Senate Budget Joins the House on Irresponsible War Spending
There was a lot of discussion in the run-up to the release of the Senate budget about disputes within the Republican caucus over defense spending. The original budget proved to be responsible compared to the House budget on defense, and particularly on war spending, but it took a clear step back during the mark-up yesterday. Here’s how.
As we’ve already discussed, the House budget took an irresponsible stance on war spending by spending in FY 2016 $36 billion above the President’s requested $58 billion, essentially to provide backdoor sequester relief for defense. It provided further sequester relief for defense by cutting non-defense discretionary spending below sequester levels, which may prove difficult to sustain over a long period of time.
The originally-released Senate budget took a more realistic and responsible approach on defense. For war spending, not only did it spend at the President’s request of $58 billion, but also it created a point of order, which could be overridden with 60 votes, against any bill that raises it above that amount. This enforcement was especially helpful considering that lawmakers spent $8 billion more than what the President requested in the CRomnibus last year.
But then came the mark-up, where an amendment passed to up the FY 2016 war spending level by $38 billion to exactly match the President's total defense request, providing a slightly larger slush fund than the House budget (while maintaining the point of order). It ostensibly pays for this increase by reducing the defense spending caps by $14 billion per year between 2022 and 2025, but it is not particularly credible to think that Congress would be unable to live with sequester-level spending in FY 2016 but could abide by below-sequester levels in years where no war spending is available.
For other defense spending, the Senate's budget is an improvement on the House budget as well. It adheres to sequester levels for the next ten years, and it also provides a deficit-neutral reserve fund to allow for changes in both defense and non-defense discretionary spending. In other words, it only allows sequester relief in the context of another Murray-Ryan-type agreement that fully offsets spending increases with other changes. This approach is more realistic that the House's reliance on sizeable future non-defense cuts.
The Senate budget's original take on defense was preferable to the House budget in both war spending and other defense spending. It prevented war spending from being turned into a defense slush fund and allowed for a process to lift the defense spending caps in a fiscally responsible and more realistic way. Ideally, lawmakers would strip the war spending slush fund in conference and use the Senate's deficit-neutral reserve fund for sequester relief in a join budget resolution.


EXERCISE PROMPT: From the entries that follow, copy each line containing the word "utility".

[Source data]

-=-=-

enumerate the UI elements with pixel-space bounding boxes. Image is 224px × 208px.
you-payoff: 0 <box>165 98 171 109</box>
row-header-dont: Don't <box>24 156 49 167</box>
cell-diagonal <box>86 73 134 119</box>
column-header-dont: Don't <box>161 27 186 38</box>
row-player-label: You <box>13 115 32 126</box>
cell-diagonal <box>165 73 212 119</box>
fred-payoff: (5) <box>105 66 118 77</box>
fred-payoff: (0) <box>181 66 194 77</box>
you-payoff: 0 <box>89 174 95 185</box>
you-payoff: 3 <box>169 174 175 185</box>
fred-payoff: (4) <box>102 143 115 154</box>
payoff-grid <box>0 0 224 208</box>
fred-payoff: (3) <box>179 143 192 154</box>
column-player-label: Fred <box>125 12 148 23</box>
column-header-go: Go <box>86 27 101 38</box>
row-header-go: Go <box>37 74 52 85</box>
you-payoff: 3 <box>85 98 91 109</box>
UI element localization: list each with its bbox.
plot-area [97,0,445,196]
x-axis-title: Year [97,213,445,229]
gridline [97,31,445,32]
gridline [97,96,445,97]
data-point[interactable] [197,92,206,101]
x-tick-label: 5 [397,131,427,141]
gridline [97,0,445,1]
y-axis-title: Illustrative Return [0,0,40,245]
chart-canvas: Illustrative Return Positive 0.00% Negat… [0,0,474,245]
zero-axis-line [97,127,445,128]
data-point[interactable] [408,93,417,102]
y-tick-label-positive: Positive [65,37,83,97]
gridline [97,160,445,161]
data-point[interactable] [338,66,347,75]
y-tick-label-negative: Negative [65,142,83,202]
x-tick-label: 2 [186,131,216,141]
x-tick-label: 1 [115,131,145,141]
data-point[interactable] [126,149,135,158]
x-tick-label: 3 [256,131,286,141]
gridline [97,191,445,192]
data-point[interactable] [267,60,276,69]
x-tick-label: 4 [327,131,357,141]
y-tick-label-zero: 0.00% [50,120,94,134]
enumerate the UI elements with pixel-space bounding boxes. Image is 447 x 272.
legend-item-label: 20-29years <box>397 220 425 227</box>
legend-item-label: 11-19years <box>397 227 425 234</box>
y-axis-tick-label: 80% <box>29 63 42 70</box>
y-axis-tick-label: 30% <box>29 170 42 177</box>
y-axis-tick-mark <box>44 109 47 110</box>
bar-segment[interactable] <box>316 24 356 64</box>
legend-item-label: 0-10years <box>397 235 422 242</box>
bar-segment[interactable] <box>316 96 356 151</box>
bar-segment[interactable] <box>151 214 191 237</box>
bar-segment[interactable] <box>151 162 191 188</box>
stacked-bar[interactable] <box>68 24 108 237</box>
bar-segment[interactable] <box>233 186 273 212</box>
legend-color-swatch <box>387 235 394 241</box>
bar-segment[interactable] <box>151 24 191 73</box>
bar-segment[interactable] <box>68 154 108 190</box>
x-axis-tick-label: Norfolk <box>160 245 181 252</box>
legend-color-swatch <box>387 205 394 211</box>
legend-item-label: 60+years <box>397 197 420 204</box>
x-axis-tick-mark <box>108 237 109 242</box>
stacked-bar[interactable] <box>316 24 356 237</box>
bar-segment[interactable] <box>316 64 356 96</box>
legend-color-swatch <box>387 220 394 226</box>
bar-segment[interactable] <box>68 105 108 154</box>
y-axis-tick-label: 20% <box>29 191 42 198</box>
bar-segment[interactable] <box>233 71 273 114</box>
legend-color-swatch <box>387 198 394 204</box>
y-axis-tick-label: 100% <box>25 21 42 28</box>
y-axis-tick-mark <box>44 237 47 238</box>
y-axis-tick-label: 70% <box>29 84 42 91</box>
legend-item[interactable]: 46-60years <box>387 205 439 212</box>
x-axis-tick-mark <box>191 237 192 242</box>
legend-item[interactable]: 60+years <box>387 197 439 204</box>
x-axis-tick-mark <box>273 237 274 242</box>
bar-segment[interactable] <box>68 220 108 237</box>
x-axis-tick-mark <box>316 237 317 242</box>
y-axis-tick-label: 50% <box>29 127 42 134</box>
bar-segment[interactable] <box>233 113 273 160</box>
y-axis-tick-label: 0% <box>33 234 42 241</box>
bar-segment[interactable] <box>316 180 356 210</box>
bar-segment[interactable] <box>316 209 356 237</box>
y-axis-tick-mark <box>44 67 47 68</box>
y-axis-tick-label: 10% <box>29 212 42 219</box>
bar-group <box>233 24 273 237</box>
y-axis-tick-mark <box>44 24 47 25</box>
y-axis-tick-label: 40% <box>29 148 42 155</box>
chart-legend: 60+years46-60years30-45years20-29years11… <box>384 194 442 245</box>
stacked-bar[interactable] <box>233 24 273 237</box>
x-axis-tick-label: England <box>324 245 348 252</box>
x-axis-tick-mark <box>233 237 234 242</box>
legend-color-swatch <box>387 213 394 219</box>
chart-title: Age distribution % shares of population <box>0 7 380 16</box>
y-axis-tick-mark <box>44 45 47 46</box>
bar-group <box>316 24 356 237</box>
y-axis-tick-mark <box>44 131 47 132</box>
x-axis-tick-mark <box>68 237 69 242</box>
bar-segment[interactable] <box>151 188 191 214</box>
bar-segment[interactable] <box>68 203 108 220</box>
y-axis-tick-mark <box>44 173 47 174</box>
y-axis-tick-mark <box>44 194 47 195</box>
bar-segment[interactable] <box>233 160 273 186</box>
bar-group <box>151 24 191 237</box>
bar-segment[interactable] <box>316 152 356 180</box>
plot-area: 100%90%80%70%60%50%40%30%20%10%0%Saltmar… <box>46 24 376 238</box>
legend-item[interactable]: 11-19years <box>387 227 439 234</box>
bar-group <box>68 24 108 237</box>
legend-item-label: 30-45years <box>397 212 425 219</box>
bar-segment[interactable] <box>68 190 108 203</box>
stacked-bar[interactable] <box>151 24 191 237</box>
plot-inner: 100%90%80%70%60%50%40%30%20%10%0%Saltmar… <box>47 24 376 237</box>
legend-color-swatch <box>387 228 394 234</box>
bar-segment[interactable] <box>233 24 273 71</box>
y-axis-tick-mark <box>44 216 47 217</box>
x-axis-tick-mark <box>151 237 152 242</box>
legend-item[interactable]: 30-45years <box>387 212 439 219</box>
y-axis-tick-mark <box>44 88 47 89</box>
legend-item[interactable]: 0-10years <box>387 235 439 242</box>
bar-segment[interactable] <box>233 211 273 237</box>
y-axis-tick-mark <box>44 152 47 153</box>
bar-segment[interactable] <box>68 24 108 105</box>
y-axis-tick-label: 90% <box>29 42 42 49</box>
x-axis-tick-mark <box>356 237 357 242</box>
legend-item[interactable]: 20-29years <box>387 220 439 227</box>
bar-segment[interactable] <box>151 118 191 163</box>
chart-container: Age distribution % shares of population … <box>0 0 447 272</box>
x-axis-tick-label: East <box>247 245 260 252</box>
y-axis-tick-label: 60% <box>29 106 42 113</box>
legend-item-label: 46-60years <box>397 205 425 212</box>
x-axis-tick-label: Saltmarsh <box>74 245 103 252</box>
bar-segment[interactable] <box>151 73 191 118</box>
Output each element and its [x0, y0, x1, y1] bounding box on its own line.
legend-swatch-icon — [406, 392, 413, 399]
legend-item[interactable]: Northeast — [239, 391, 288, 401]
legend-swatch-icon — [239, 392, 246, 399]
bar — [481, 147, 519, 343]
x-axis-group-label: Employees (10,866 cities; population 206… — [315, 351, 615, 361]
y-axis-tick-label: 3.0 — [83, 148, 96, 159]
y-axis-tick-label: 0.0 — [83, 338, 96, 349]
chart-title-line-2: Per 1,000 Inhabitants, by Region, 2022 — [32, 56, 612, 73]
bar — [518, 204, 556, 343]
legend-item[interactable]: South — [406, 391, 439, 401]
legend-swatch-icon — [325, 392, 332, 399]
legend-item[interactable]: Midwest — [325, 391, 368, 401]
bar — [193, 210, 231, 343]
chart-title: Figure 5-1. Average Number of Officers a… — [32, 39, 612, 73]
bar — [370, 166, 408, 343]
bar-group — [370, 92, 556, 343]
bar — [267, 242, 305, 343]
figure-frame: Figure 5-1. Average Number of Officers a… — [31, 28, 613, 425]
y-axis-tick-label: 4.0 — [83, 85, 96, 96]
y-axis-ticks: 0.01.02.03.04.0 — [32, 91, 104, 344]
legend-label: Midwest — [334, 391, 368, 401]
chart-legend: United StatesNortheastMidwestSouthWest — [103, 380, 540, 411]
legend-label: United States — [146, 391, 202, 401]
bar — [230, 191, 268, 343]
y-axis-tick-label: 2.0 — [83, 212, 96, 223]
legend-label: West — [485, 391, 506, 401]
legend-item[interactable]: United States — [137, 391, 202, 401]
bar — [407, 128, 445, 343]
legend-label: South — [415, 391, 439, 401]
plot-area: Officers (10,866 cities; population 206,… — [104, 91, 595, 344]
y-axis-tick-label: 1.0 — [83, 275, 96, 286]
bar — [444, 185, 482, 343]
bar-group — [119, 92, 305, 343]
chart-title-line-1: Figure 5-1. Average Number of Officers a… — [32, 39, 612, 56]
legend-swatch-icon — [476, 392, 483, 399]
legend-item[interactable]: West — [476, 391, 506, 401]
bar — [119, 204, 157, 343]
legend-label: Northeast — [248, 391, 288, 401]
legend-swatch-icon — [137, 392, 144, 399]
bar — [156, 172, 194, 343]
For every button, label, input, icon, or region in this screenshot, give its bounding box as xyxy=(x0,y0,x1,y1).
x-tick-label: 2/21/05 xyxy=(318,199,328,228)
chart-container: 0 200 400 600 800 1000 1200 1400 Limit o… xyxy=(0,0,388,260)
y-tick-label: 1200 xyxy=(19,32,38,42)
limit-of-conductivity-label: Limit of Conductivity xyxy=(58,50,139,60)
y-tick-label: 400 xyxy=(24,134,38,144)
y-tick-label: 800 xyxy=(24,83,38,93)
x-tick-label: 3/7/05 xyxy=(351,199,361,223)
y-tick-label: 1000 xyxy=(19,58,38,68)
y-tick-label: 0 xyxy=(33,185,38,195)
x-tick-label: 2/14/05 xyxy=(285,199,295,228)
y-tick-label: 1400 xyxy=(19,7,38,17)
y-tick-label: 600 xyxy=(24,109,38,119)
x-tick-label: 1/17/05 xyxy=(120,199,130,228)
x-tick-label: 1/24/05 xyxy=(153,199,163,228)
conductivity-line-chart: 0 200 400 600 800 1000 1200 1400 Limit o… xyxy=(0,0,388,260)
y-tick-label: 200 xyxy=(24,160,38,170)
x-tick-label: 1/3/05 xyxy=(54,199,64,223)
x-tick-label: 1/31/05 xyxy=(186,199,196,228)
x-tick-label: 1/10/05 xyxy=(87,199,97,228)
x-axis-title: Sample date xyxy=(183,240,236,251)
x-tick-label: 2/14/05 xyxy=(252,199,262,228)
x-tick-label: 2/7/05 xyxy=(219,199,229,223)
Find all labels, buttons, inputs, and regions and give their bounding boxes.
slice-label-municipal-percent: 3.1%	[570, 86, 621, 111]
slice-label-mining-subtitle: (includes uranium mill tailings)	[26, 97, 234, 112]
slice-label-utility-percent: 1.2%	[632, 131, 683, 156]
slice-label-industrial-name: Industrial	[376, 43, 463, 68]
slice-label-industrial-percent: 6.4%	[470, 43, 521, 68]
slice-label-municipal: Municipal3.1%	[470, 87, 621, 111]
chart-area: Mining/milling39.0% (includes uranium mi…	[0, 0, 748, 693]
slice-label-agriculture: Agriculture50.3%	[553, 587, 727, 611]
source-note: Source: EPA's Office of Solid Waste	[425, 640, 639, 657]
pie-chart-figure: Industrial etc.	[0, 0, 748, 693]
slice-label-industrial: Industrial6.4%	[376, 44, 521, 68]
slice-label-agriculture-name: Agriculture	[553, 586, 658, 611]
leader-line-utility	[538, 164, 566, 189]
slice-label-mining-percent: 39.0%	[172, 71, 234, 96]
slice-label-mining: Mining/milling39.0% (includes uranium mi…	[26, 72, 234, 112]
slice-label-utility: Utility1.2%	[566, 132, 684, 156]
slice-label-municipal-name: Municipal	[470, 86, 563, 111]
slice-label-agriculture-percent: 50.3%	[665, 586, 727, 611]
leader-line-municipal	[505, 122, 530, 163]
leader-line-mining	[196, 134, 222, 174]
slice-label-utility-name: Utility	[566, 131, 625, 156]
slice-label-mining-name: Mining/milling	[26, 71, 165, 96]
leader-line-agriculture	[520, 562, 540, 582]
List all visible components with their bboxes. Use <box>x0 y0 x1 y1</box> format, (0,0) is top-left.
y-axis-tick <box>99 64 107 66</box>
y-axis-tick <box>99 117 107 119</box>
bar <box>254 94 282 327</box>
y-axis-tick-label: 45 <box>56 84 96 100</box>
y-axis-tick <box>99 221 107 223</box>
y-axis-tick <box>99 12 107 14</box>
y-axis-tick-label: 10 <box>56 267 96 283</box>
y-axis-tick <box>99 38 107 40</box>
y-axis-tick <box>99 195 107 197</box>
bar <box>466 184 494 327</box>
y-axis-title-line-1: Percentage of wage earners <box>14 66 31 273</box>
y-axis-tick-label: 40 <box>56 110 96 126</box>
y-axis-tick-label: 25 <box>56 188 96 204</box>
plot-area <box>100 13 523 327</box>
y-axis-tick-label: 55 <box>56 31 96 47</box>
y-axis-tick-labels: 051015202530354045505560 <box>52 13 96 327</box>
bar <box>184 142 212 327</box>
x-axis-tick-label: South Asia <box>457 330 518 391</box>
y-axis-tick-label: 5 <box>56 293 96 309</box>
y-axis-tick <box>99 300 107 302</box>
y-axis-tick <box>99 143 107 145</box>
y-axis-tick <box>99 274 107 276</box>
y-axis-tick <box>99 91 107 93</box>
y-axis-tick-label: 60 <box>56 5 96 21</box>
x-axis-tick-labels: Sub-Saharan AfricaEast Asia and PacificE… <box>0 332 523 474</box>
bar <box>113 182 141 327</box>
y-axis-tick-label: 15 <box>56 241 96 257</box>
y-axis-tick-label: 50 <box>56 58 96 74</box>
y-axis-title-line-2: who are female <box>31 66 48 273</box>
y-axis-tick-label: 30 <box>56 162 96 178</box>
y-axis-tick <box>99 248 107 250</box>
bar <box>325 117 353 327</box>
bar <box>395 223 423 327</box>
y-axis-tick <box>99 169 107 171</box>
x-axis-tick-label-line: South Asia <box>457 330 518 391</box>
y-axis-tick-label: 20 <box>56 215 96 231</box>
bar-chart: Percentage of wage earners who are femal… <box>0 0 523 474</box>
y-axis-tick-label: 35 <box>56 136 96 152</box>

-=-=-

ANSWER SECTION:
slice-label-utility-percent: 1.2%	[632, 131, 683, 156]
leader-line-utility	[538, 164, 566, 189]
slice-label-utility: Utility1.2%	[566, 132, 684, 156]
slice-label-utility-name: Utility	[566, 131, 625, 156]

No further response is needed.